When Justine Ezarik published her first book, “I, Justine,” she had to specify it was an “analog memoir.”
After all, Ms. Ezarik, 31, has been documenting her life in online videos and social media for just about 10 years, racking up about 3.5 million YouTube subscribers over three channels under the name iJustine and a few million followers on Twitter, Instagram and Facebook. At one point, Ms. Ezarik was one of the most visible “lifecasters,” broadcasting every detail of her day, 24/7, to the Internet; now, she makes a living video blogging full time.
Print is just a new medium for her.
Ms. Ezarik, who grew up in Scenery Hill in Washington County, is returning to the Pittsburgh area today for a book signing at 6:30 p.m. at Books-a-Million in the Beaver Valley Mall in Center as part of a small press tour across the country to support the book. It was released in stores and online on Tuesday.
“It’s really nice to stop home mid-tour so I can do some laundry,” Ms. Ezarik joked.
But the event also serves as somewhat of a homecoming for the video blogger, who moved to Los Angeles in 2007. Her memoir features Pittsburgh prominently as the place where she found her passion in video games, technology and video-making. After graduating from Bentworth High School in Bentleyville, Ms. Ezarik enrolled in the nearby Pittsburgh Technical Institute, obtaining a two-year degree in video production and multimedia technologies, but spent most of her free time online.
“I put so much of my life online from a very early age,” Ms. Ezarik said. “Piecing the book altogether was just making a timeline of what happened, and filling in the blanks of what I tweeted but never fully told the story about.”
Posting videos to YouTube and Myspace, she said, was not so much her attempt to get famous as it was a way to hone her editing skills and, more importantly, stave off boredom. With her friend Dez Cramer, a fellow PTI student, Ms. Ezarik started recording videos of them goofing off: eating oatmeal, losing a phone stylus, sunbathing in the snow. An avid tech user and gamer, Ms. Ezarik was one of the first in line at the Mall of America in Bloomington, Minn., for the release of the iPhone — livestreaming the occasion from a Logitech webcam fastened to her hat and connected to a laptop in her purse. (Now, when she livestreams, she just uses the app Periscope.) When she received her first iPhone bill a month later from AT&T, which came to a stunning 300 pages, she uploaded the moment to YouTube.
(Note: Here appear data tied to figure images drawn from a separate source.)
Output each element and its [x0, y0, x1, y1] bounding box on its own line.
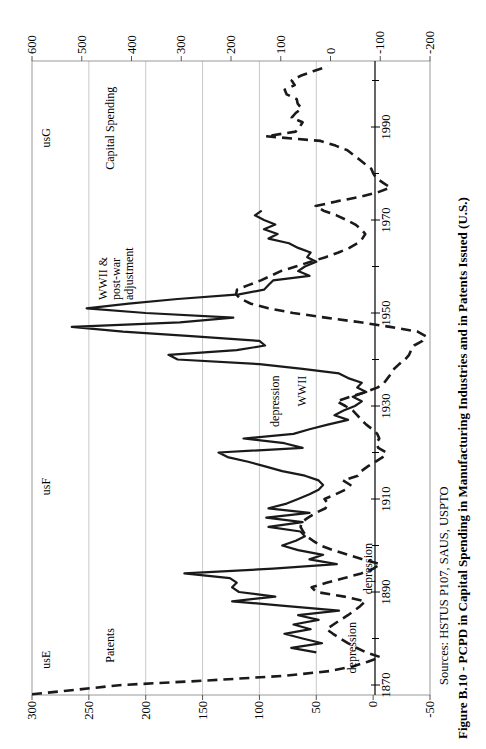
year-tick-label: 1970 — [379, 200, 393, 240]
left-axis-tick-label: 150 — [196, 701, 210, 735]
year-tick-label: 1870 — [379, 665, 393, 705]
annotation-usg: usG — [40, 128, 53, 147]
annotation-depression: depression — [362, 543, 375, 594]
series-patents-line — [32, 67, 426, 695]
annotation-depression: depression — [346, 622, 359, 673]
right-axis-tick-label: 500 — [75, 35, 89, 54]
sources-text: Sources: HSTUS P107, SAUS, USPTO — [437, 487, 452, 685]
right-axis-tick-label: 300 — [174, 35, 188, 54]
annotation-patents: Patents — [104, 628, 117, 663]
year-tick-label: 1890 — [379, 572, 393, 612]
annotation-depression: depression — [269, 376, 282, 427]
right-axis-tick-label: -200 — [423, 31, 437, 54]
annotation-capital-spending: Capital Spending — [104, 87, 117, 170]
left-axis-tick-label: 250 — [82, 701, 96, 735]
right-axis-tick-label: 200 — [224, 35, 238, 54]
left-axis-tick-label: -50 — [423, 701, 437, 735]
year-tick-label: 1930 — [379, 386, 393, 426]
left-axis-tick-label: 100 — [252, 701, 266, 735]
annotation-use: usE — [40, 651, 53, 669]
figure-viewport: 300250200150100500-506005004003002001000… — [0, 0, 486, 749]
annotation-usf: usF — [40, 478, 53, 495]
right-axis-tick-label: 400 — [125, 35, 139, 54]
left-axis-tick-label: 200 — [139, 701, 153, 735]
figure-title: Figure B.10 - PCPD in Capital Spending i… — [455, 197, 471, 739]
right-axis-tick-label: 100 — [274, 35, 288, 54]
plot-border — [32, 61, 430, 695]
right-axis-tick-label: 0 — [324, 48, 338, 54]
year-tick-label: 1950 — [379, 293, 393, 333]
year-tick-label: 1990 — [379, 107, 393, 147]
right-axis-tick-label: -100 — [373, 31, 387, 54]
left-axis-tick-label: 300 — [25, 701, 39, 735]
annotation-wwii-: WWII & post-war adjustment — [97, 247, 136, 300]
left-axis-tick-label: 0 — [366, 701, 380, 735]
right-axis-tick-label: 600 — [25, 35, 39, 54]
rotated-chart-sheet: 300250200150100500-506005004003002001000… — [0, 0, 486, 749]
annotation-wwii: WWII — [296, 376, 309, 407]
plot-area — [0, 0, 486, 749]
left-axis-tick-label: 50 — [309, 701, 323, 735]
year-tick-label: 1910 — [379, 479, 393, 519]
Within a few days, the video hit 3 million views, made headlines on USA Today and The New York Times, and lead to an appearance on “Good Morning America.”
As an Apple enthusiast and lifelong Steve Jobs admirer (the cover of “I, Justine” riffs on that famous picture of cross-legged young Mr. Jobs with the first Macintosh computer), Ms. Ezarik has always been what she calls an early adopter. Her memoir reflects a deep connection to the online world.
“I was extremely early on Twitter and Instagram, so [the book is] not only following my life but following social media through how I’ve used it,” she said. “Back in 2006, we had to send a text message to send a tweet.”
Her book, fittingly enough, is dedicated to “the Internet.” But more than that, Ms. Ezarik has used her presence online to make relationships with her fans and total strangers, leading to encounters of both the fun (taking a picture and talking to a young fan who found her walking around Sydney) and not-so-fun varieties. As she detailed in “I, Justine,” her very public persona has ended up in a lack of privacy and security, compounded by considerable sexism in her chosen worlds of tech and gaming. And, as a YouTube star making money from her work, Ms. Ezarik wrote, she often finds herself in the middle of a conversation about “authenticity” and “selling out” that she’d rather not be a part of.
“For all the overwhelming positivity and support of my viewers, my friends, and my family give, those few hateful comments can overwhelm that positivity,” she said. “So I’ve learned to sometimes step back and read that positive support you’re receiving.”
Ms. Ezarik is hoping to adapt her memoir into a movie or a Web series, and is currently working on a movie that will come out around Halloween. More immediately, after visiting Pittsburgh for the weekend, Ms. Ezarik is headed to Chicago, Dallas-Fort Worth, Seattle, and then home to Los Angeles in time to attend the annual E3 convention (Electronic Entertainment Expo).
Chances are, she’ll have her video camera handy.